Tuesday, April 25, 2017

Her Name Is Nona

























So now all I write in is juxtaposition.  It's what I see in.

In a state in which only one arm works, everything is compared to what happened before it.  Before and after.  Night and day, it's polarizing, north and south, good and bad.  Yesterday, the office was a veritable hell with the high distorted accompaniment; a mess of doodle papers, a stolen dog and stolen sunscreen. A sunburnt wasted hick he was with an amp and a guitar and a microphone strapped to his face; the embodiment of aggravation.  Today was a quiet clean latin man with leopard pants and a Stratocaster, and he kept his mic in his pocket, and he played near-perfect renditions of Purple Rain and Stairway to Heaven and Hallelujah among many others.  His is a voice to melt pain, if you can understand that.  Remember, my arm's in a sling.

The day before I crashed, was one of those entirely wonderful days.  It was a day in which I did everything that I'd like to do in a day; a solid day, a productive day. I went surfing, I went to work, I rode my motorcycle to get some ramen, and then I drank tequila with two girls at an old late night Mexican joint.  The next day in the morning--first thing--I hit gravel in a turn on Tuna Canyon and dislocated my shoulder.

[Nona is the first of the three fates in Roman mythology; she's the one that spins the thread of human destiny.]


WHAT TO WORK ON ->
Pull every line with "Tracks" from the material.

RECORDS SUPPLIED ->
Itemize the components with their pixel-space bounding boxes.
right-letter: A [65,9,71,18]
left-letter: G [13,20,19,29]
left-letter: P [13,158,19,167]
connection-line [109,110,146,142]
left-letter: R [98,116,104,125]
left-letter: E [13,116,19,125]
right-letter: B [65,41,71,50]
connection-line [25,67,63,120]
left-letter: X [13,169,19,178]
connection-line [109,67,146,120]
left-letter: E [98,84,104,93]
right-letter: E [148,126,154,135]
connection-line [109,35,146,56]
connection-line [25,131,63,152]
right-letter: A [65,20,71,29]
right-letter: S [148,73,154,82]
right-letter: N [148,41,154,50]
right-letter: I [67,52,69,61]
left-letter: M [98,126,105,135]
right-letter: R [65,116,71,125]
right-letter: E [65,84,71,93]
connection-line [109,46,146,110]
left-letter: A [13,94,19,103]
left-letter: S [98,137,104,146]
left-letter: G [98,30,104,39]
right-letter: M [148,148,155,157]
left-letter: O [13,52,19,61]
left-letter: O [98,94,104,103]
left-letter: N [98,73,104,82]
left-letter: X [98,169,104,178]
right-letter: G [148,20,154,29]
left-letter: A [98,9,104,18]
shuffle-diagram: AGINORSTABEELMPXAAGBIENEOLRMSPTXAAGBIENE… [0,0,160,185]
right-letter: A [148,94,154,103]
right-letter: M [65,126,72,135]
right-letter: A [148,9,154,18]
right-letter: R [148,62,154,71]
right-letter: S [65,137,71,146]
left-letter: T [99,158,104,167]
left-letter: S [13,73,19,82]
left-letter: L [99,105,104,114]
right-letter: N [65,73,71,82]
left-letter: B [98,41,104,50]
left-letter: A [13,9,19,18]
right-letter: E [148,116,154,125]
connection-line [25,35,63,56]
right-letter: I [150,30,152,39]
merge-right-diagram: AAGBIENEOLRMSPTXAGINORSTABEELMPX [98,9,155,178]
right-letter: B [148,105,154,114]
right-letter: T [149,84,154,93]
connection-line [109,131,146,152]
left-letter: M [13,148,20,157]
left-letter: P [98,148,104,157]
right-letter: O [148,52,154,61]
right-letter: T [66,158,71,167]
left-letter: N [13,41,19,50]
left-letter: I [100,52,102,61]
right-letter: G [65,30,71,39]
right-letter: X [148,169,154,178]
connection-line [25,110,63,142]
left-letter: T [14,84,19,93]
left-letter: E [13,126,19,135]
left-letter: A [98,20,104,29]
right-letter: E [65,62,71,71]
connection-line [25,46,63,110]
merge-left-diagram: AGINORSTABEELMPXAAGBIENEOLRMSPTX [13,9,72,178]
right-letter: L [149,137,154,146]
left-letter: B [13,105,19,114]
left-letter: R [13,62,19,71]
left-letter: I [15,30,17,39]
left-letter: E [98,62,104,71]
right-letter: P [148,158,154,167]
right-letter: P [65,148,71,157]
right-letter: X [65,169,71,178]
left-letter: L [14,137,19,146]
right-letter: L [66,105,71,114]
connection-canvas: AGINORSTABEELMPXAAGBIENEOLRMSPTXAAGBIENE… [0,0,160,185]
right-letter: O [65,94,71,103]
* * *
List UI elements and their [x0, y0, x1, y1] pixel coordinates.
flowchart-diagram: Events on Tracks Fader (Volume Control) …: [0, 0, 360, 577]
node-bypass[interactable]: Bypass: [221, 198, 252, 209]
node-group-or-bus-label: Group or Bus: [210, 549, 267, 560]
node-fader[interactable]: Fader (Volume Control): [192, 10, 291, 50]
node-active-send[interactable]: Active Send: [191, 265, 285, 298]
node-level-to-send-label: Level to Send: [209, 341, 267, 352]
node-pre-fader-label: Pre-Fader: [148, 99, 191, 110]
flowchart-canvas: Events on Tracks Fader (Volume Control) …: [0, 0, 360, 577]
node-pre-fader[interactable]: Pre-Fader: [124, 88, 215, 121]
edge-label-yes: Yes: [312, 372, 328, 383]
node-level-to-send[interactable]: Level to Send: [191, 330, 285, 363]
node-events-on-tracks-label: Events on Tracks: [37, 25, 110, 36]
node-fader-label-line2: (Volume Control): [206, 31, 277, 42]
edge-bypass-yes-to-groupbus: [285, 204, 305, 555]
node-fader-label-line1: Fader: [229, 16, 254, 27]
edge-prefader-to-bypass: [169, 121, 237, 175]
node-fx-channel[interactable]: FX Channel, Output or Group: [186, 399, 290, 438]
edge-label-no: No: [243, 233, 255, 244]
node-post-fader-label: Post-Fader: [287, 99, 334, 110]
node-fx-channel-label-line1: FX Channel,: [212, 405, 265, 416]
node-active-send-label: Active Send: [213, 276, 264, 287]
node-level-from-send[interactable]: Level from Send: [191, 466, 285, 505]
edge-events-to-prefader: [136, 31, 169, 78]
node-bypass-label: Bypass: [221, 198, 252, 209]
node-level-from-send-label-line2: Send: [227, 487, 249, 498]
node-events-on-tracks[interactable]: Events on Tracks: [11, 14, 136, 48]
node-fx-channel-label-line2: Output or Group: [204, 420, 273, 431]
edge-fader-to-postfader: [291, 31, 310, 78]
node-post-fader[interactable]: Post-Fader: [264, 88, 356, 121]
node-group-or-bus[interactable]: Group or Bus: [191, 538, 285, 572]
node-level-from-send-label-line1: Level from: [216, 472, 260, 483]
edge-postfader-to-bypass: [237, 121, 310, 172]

OUTPUT OF THE EXERCISE ->
flowchart-diagram: Events on Tracks Fader (Volume Control) …: [0, 0, 360, 577]
flowchart-canvas: Events on Tracks Fader (Volume Control) …: [0, 0, 360, 577]
node-events-on-tracks-label: Events on Tracks: [37, 25, 110, 36]
node-events-on-tracks[interactable]: Events on Tracks: [11, 14, 136, 48]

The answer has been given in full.